The recording features British tenor Kieran White, who was a chorister at Wells Cathedral and held a Kohn Foundation Scholarship at the Royal Academy of Music. The Guardian has praised White’s ‘pure, luminous tenor’ and Opera Magazine his ‘extraordinary emotional clarity.’ He performs with long-time collaborator and friend, the Swiss-French lutenist Cédric Meyer, who holds two Masters of Arts and a postgraduate certificate with a specialisation in Early Music. Meyer plays here on his personally handcrafted eight-course Renaissance lute, based on an extant Italian lute from 1592, designed and hand-built to suit the timbre of Kieran White’s voice.
John Dowland’s ‘Time Stands Still’ from The Third Booke of Songs
Lute songs, or ‘ayres’, combine music and poetry to create songs that are filled with love, melancholy, and despair. John Dowland is acknowledged as the premier secular lute song composer of the late-16th and early-17th centuries, with a special affinity for the melancholy. It was a distinction he relished, even punning on his own name in the lute solo, Semper Dowland, semper dolens (‘Always Dowland, always doleful’).
Dowland’s status as a god of Early Music enthusiasts is matched by his astute business sense. To prevent unscrupulous printers from distributing his work in pirated editions, Dowland preserved his music by publishing it himself. The lute songs on this recording come from the First Booke of Songes or Ayres, published in 1597; the Second Booke, 1600; the Third and Last Booke, 1603; and A Musicall Banquet published by Dowland’s son Robert in 1610. The texts are predominantly by anonymous authors.
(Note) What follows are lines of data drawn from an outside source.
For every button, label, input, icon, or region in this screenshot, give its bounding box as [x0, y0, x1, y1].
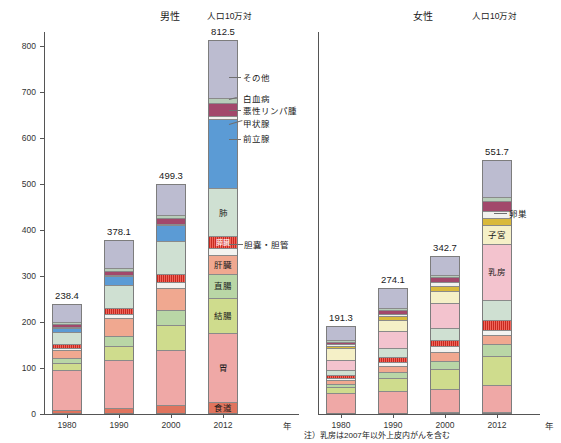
segment-female-2012-肝臓[interactable]: [483, 336, 511, 344]
segment-female-2012-卵巣[interactable]: [483, 219, 511, 225]
segment-female-1980-結腸[interactable]: [327, 388, 355, 394]
segment-female-1990-白血病[interactable]: [379, 309, 407, 311]
segment-male-1990-甲状腺[interactable]: [105, 276, 133, 277]
segment-male-2000-胆嚢・胆管[interactable]: [157, 283, 185, 289]
segment-male-1980-肝臓[interactable]: [53, 351, 81, 359]
segment-male-2012-肺[interactable]: 肺: [209, 189, 237, 237]
segment-female-2012-胆嚢・胆管[interactable]: [483, 331, 511, 337]
segment-male-1980-その他[interactable]: [53, 305, 81, 323]
segment-male-2012-食道[interactable]: 食道: [209, 403, 237, 414]
segment-female-1990-その他[interactable]: [379, 289, 407, 309]
segment-female-2012-膵臓[interactable]: [483, 321, 511, 331]
segment-female-2000-甲状腺[interactable]: [431, 283, 459, 287]
segment-female-2012-悪性リンパ腫[interactable]: [483, 202, 511, 212]
segment-male-2012-その他[interactable]: [209, 41, 237, 99]
segment-male-1980-前立腺[interactable]: [53, 328, 81, 333]
segment-female-1980-胃[interactable]: [327, 394, 355, 414]
segment-male-2000-肝臓[interactable]: [157, 289, 185, 311]
segment-female-1980-肝臓[interactable]: [327, 381, 355, 384]
segment-female-2000-食道[interactable]: [431, 413, 459, 414]
segment-male-2000-胃[interactable]: [157, 351, 185, 406]
segment-male-1980-胆嚢・胆管[interactable]: [53, 349, 81, 351]
segment-female-2012-食道[interactable]: [483, 413, 511, 414]
segment-male-2000-膵臓[interactable]: [157, 275, 185, 283]
segment-male-1990-肝臓[interactable]: [105, 319, 133, 336]
segment-female-1990-甲状腺[interactable]: [379, 315, 407, 318]
segment-male-1990-膵臓[interactable]: [105, 309, 133, 315]
segment-female-1980-胆嚢・胆管[interactable]: [327, 379, 355, 381]
segment-male-2012-甲状腺[interactable]: [209, 117, 237, 121]
bar-female-1990[interactable]: [378, 288, 408, 414]
segment-female-1990-膵臓[interactable]: [379, 358, 407, 362]
segment-male-2012-胃[interactable]: 胃: [209, 334, 237, 402]
segment-female-1990-卵巣[interactable]: [379, 317, 407, 321]
bar-female-2000[interactable]: [430, 256, 460, 414]
segment-male-2000-悪性リンパ腫[interactable]: [157, 219, 185, 225]
segment-female-1990-胆嚢・胆管[interactable]: [379, 363, 407, 367]
segment-female-1980-悪性リンパ腫[interactable]: [327, 343, 355, 345]
segment-male-1980-食道[interactable]: [53, 411, 81, 414]
bar-female-1980[interactable]: [326, 326, 356, 414]
segment-female-1990-悪性リンパ腫[interactable]: [379, 311, 407, 314]
segment-male-1980-肺[interactable]: [53, 333, 81, 345]
segment-male-1980-結腸[interactable]: [53, 364, 81, 370]
segment-female-2000-子宮[interactable]: [431, 292, 459, 304]
bar-male-1980[interactable]: [52, 304, 82, 414]
segment-female-1980-その他[interactable]: [327, 327, 355, 341]
segment-female-2000-乳房[interactable]: [431, 304, 459, 329]
segment-male-2000-甲状腺[interactable]: [157, 225, 185, 226]
segment-female-2012-白血病[interactable]: [483, 198, 511, 202]
segment-male-1990-悪性リンパ腫[interactable]: [105, 272, 133, 276]
segment-male-1980-胃[interactable]: [53, 371, 81, 412]
segment-female-2000-卵巣[interactable]: [431, 287, 459, 292]
segment-female-1980-肺[interactable]: [327, 371, 355, 377]
segment-male-2012-白血病[interactable]: [209, 99, 237, 104]
segment-female-2012-肺[interactable]: [483, 301, 511, 321]
segment-female-2012-子宮[interactable]: 子宮: [483, 226, 511, 245]
segment-female-2000-悪性リンパ腫[interactable]: [431, 278, 459, 283]
segment-male-1980-直腸[interactable]: [53, 359, 81, 365]
segment-male-1980-膵臓[interactable]: [53, 345, 81, 349]
segment-female-1980-子宮[interactable]: [327, 349, 355, 361]
segment-male-1990-食道[interactable]: [105, 409, 133, 414]
bar-male-2000[interactable]: [156, 184, 186, 414]
segment-female-1980-白血病[interactable]: [327, 341, 355, 343]
segment-female-2012-結腸[interactable]: [483, 357, 511, 386]
segment-male-2012-前立腺[interactable]: [209, 120, 237, 189]
segment-female-2012-直腸[interactable]: [483, 345, 511, 357]
segment-female-2000-肺[interactable]: [431, 329, 459, 341]
segment-female-1990-胃[interactable]: [379, 392, 407, 414]
segment-female-1990-直腸[interactable]: [379, 373, 407, 379]
segment-female-2000-その他[interactable]: [431, 257, 459, 276]
segment-male-2000-その他[interactable]: [157, 185, 185, 216]
segment-male-1980-甲状腺[interactable]: [53, 328, 81, 329]
segment-male-2012-直腸[interactable]: 直腸: [209, 275, 237, 298]
segment-male-1990-肺[interactable]: [105, 286, 133, 309]
segment-female-2012-胃[interactable]: [483, 386, 511, 412]
segment-female-2000-白血病[interactable]: [431, 276, 459, 278]
segment-female-1980-甲状腺[interactable]: [327, 345, 355, 347]
segment-female-1980-卵巣[interactable]: [327, 347, 355, 349]
segment-male-1990-その他[interactable]: [105, 241, 133, 269]
segment-male-1990-胃[interactable]: [105, 361, 133, 409]
segment-male-2000-白血病[interactable]: [157, 216, 185, 219]
segment-male-2000-前立腺[interactable]: [157, 226, 185, 242]
segment-male-1980-白血病[interactable]: [53, 323, 81, 325]
bar-male-1990[interactable]: [104, 240, 134, 414]
segment-female-2000-膵臓[interactable]: [431, 341, 459, 347]
segment-female-2012-その他[interactable]: [483, 161, 511, 198]
segment-male-1990-胆嚢・胆管[interactable]: [105, 315, 133, 319]
bar-female-2012[interactable]: 乳房子宮: [482, 160, 512, 414]
segment-male-2000-結腸[interactable]: [157, 326, 185, 352]
segment-male-1990-前立腺[interactable]: [105, 277, 133, 285]
segment-male-2000-直腸[interactable]: [157, 311, 185, 326]
segment-female-2000-胆嚢・胆管[interactable]: [431, 347, 459, 353]
segment-female-2000-胃[interactable]: [431, 390, 459, 413]
segment-female-2012-乳房[interactable]: 乳房: [483, 245, 511, 301]
segment-female-1990-子宮[interactable]: [379, 321, 407, 332]
bar-male-2012[interactable]: 食道胃結腸直腸肝臓膵臓肺: [208, 40, 238, 414]
segment-male-1990-白血病[interactable]: [105, 269, 133, 272]
segment-female-1980-直腸[interactable]: [327, 385, 355, 388]
segment-female-1990-肺[interactable]: [379, 349, 407, 358]
segment-male-1990-結腸[interactable]: [105, 347, 133, 361]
John Dowland’s ‘In Darkness let me dwell’ from A Musicall Banquet
Unlike his enterprising publication of lute songs, Dowland never printed a definitive collection of his solo lute music. The four lute solos recorded here come from varying sources, with the result that not all can be definitively attributed. Nevertheless, the solo instrumental pieces offer a taste of the highly refined art of lute playing at the turn of the 17th century.
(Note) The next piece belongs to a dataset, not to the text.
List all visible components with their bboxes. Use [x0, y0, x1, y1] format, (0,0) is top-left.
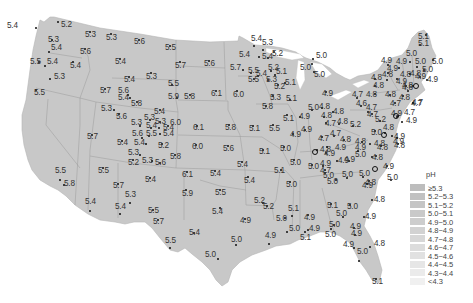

Dowland’s superstar reputation is diametrically opposed to that of his exact contemporary, John Danyel, whose vocal music survives in a single, slender volume, First Booke of Songes or Ayres – 21 Songs for the lute, viol, and voice – published in 1606. Danyel seems to have come from a wealthy family. He graduated from Oxford, served as a tutor and court musician, and his privacy could well have been by choice. Yet these few pieces that have survived illustrate the uniquely sensitive mind of a skillful composer. Despite being less prolific and remaining comparatively obscure, noted Early Music specialists consider every one of Danyel’s extant works a masterpiece.
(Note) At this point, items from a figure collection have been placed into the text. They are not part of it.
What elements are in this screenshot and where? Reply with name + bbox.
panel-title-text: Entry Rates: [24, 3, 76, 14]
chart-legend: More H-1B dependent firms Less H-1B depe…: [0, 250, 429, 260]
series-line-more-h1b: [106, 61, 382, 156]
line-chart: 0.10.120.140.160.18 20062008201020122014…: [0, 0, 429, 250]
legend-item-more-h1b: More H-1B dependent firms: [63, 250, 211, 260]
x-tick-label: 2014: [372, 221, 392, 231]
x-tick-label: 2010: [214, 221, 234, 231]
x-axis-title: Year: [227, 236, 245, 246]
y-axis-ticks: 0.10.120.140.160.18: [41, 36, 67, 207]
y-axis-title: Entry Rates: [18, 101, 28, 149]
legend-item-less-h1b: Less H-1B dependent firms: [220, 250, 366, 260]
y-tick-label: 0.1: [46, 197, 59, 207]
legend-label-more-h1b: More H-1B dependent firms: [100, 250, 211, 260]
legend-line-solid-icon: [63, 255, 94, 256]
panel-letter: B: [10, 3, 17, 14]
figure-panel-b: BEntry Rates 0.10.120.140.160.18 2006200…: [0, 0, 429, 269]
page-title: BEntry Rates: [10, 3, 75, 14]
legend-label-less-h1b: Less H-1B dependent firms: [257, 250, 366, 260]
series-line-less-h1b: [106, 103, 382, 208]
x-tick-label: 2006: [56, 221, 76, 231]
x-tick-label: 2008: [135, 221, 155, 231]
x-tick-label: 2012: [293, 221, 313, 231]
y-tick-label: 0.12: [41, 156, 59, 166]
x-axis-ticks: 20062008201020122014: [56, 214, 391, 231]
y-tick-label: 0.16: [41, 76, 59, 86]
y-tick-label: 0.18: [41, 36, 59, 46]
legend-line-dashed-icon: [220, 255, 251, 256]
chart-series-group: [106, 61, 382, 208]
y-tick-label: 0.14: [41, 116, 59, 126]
John Danyel ‘Have all our Passions’ from Mrs M.E. Her Funeral tears for the Death of her Husband
TRACKS
John Dowland
The Third Booke of Songs or Ayres
‘Time stands still’
Preludium, P98
The First Book of Songs or Ayres
‘Can she excuse my wrongs?’
‘Come again! Sweet love doth now invite’
‘Now, oh now I needs must part’
‘Come, heavy sleep’
Mr. Dowland’s Midnight, P99
The Second Book of Songs or Ayres
‘Flow, my tears’
A Fancy, P5
A Musicall Banquet
‘Far from triumphing court’
‘In darkness let me dwell’
A Fancy, P73
John Danyel
Songs for the Lute, Viol and Voice
‘Time, cruel time’
‘Stay, cruel, stay’
‘Why canst thou not’
Like as the lute’
‘Let not Cloris think’
Mrs. M.E. her funeral tears for the death of her husband
I. ‘Grief, keep within’
II. ‘Drop not, mine eyes’
III. ‘Have all our passions’
The album can be purchased from SOMM Records, and streamed on all major platforms.